Our fin-footed friends (and foes).
With their big flirty eyes, they are modern man’s pet “sea dogs.” With their haunting, near-human voices, they were the sirens of ancient mariners. With their unexpected humor (“Hey you. Get outta there!” a seal named Hoover habitually barked, complete with Boston accent, at startled New England Aquarium visitors), they are animal celebrities par excellence, regular headliners. Flippers be damned, seals are human animals, so much so that Nordic and Celtic legends worship part-seal, part-human selkies. But with their rapier teeth and sentient whiskers that identify prey in any ebb-and-flow of water, seals have also been one of our biggest archnemeses. Because they are such superior “fishermen,” seals have deprived us of the food we’ve needed at countless historic junctures. One result: We have passed laws both to conserve seals and to cull them. Morris, a masterful storyteller, has done full justice to these creatures of the deep.

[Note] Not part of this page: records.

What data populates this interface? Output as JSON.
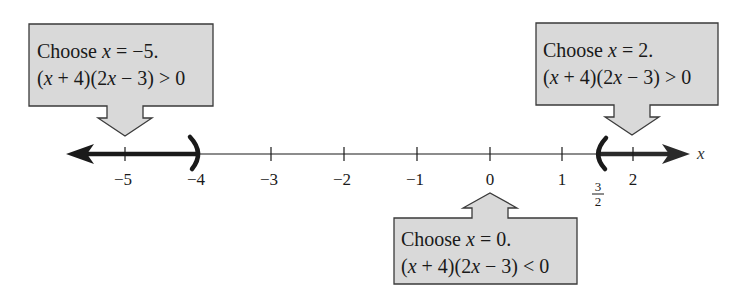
{
  "diagram": {
    "type": "number-line-test-intervals",
    "axis": {
      "variable": "x",
      "ticks": [
        {
          "value": -5,
          "label": "−5",
          "px": 125
        },
        {
          "value": -4,
          "label": "−4",
          "px": 198
        },
        {
          "value": -3,
          "label": "−3",
          "px": 271
        },
        {
          "value": -2,
          "label": "−2",
          "px": 344
        },
        {
          "value": -1,
          "label": "−1",
          "px": 417
        },
        {
          "value": 0,
          "label": "0",
          "px": 490
        },
        {
          "value": 1,
          "label": "1",
          "px": 562
        },
        {
          "value": 2,
          "label": "2",
          "px": 633
        }
      ],
      "fraction_tick": {
        "value": 1.5,
        "numerator": "3",
        "denominator": "2",
        "px": 598
      }
    },
    "shaded_intervals": [
      {
        "from": "-infinity",
        "to": -4,
        "endpoint": "open",
        "bracket": ")"
      },
      {
        "from": 1.5,
        "to": "infinity",
        "endpoint": "open",
        "bracket": "("
      }
    ],
    "callouts": [
      {
        "id": "left",
        "line1_prefix": "Choose ",
        "line1_var": "x",
        "line1_suffix": " = −5.",
        "line2": "(x + 4)(2x − 3) > 0",
        "points_to": -5
      },
      {
        "id": "middle",
        "line1_prefix": "Choose ",
        "line1_var": "x",
        "line1_suffix": " = 0.",
        "line2": "(x + 4)(2x − 3) < 0",
        "points_to": 0
      },
      {
        "id": "right",
        "line1_prefix": "Choose ",
        "line1_var": "x",
        "line1_suffix": " = 2.",
        "line2": "(x + 4)(2x − 3) > 0",
        "points_to": 2
      }
    ],
    "colors": {
      "box_fill": "#d9d9d9",
      "box_stroke": "#3a3a3a",
      "line": "#1a1a1a",
      "shaded": "#1a1a1a"
    }
  }
}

A visit to a remote island of 400,000 seals yields much beautifully described seal sturm und drang. The island is a mating site, so it is, in one way, “National Geographic on steroids. The seals didn’t come to socialize, they came to further their species. Pup, nurse, mate, survive. The plump, wide-eyed pups were fearful. Their mothers were deflated balloons, weakened by their sacrifice. The males were battle-scarred.” But as this is also a site where seals live unbothered by their human bêtes noires, it is also like stepping into a “watercolor painting” by Bob Ross. Still, the author concludes that our fascination with both the humanity in nature and the nature in humanity will result in our reconciling the two—when it comes to seals, anyway. “Perhaps the loudest anti-seal voices have been those of fishermen,” she muses. “But fishermen are also the ones calling the Marine Mammals of Maine hotline to report stranded seals in every season.”
A wondrous look at our love-hate relationship with the most human of animals.